Envoy open to any format to discuss Russian experts’ visit to US-funded Georgia-based lab

Grigory Karasin

MOSCOW, May 28./TASS/: Following his talks with Tbilisi, Russian envoy Grigory Karasin said on Thursday that he was set to discuss in any format a visit by Russian experts to the Georgia-based Richard Lugar Center for Public Health Research with Georgian prime minister’s special envoy for Russia Zurab Abashidze.

"We deliberated over this issue with him earlier, but so far no new request has come. When it arrives, we’ll let you know. As for the format - if we agree to an online arrangement, than we will have it online, if we opt for a phone conversation, then we will discuss this over the phone," Karasin told TASS.

Earlier, Abashidze signaled that he was ready to discuss a visit by Russian experts at the Prague-format negotiations. The Russian envoy told TASS on Wednesday that it would be held possibly in July or August.

Likewise on Wednesday, the Russian Foreign Ministry issued a comment, saying that Russian specialists should have access to all facilities of the Richard Lugar Center when visiting the lab.

The Russian diplomatic agency noted that the mechanism of ‘voluntary assessment visits’ of the dual-purpose microbiology lab advanced by certain Western countries had nothing to do with the Convention on the Prohibition of the Development, Production and Stockpiling of Bacteriological and Toxin Weapons and on their Destruction.

Richard Lugar Center

Russia has repeatedly raised alarm bells over the work of the Georgia-based Richard Lugar Center for Public Health Research. Opened near Tbilisi’s international airport in 2011 under a US governmental program, the center specializes in the study of biological threats. Georgia’s former State Security Minister Igor Giorgadze told reporters in late 2018 that he had evidence confirming that the lab was carrying out dangerous experiments and called on US President Donald Trump to investigate the facility’s activities. Giorgadze claimed that US military and private contractors could be engaged in secret experiments on humans there. Georgia dismissed these allegations as absurd while Moscow said it would request documents related to the lab from the United States.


ACTIVITY - Reproduce all of the data below without alteration; exclude every picture.

*** DATA EXTRACTS ***

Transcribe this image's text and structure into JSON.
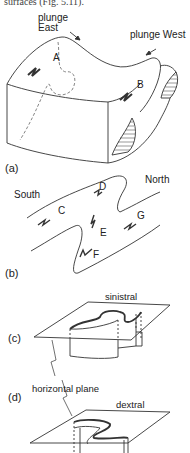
{
  "header": {
    "cropped_text": "surfaces (Fig. 5.11)."
  },
  "panels": {
    "a": {
      "label": "(a)",
      "annotations": {
        "plunge_east_1": "plunge",
        "plunge_east_2": "East",
        "plunge_west": "plunge West",
        "A": "A",
        "B": "B"
      }
    },
    "b": {
      "label": "(b)",
      "annotations": {
        "south": "South",
        "north": "North",
        "C": "C",
        "D": "D",
        "E": "E",
        "F": "F",
        "G": "G"
      }
    },
    "c": {
      "label": "(c)",
      "annotations": {
        "sense": "sinistral"
      }
    },
    "d": {
      "label": "(d)",
      "annotations": {
        "sense": "dextral",
        "plane": "horizontal plane"
      }
    }
  },
  "colors": {
    "line": "#333333",
    "dashed": "#777777",
    "text": "#222222"
  }
}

***

ANSWER SPACE -
Transcribe this image's text and structure into JSON.
{
  "header": {
    "cropped_text": "surfaces (Fig. 5.11)."
  },
  "panels": {
    "a": {
      "label": "(a)",
      "annotations": {
        "plunge_east_1": "plunge",
        "plunge_east_2": "East",
        "plunge_west": "plunge West",
        "A": "A",
        "B": "B"
      }
    },
    "b": {
      "label": "(b)",
      "annotations": {
        "south": "South",
        "north": "North",
        "C": "C",
        "D": "D",
        "E": "E",
        "F": "F",
        "G": "G"
      }
    },
    "c": {
      "label": "(c)",
      "annotations": {
        "sense": "sinistral"
      }
    },
    "d": {
      "label": "(d)",
      "annotations": {
        "sense": "dextral",
        "plane": "horizontal plane"
      }
    }
  },
  "colors": {
    "line": "#333333",
    "dashed": "#777777",
    "text": "#222222"
  }
}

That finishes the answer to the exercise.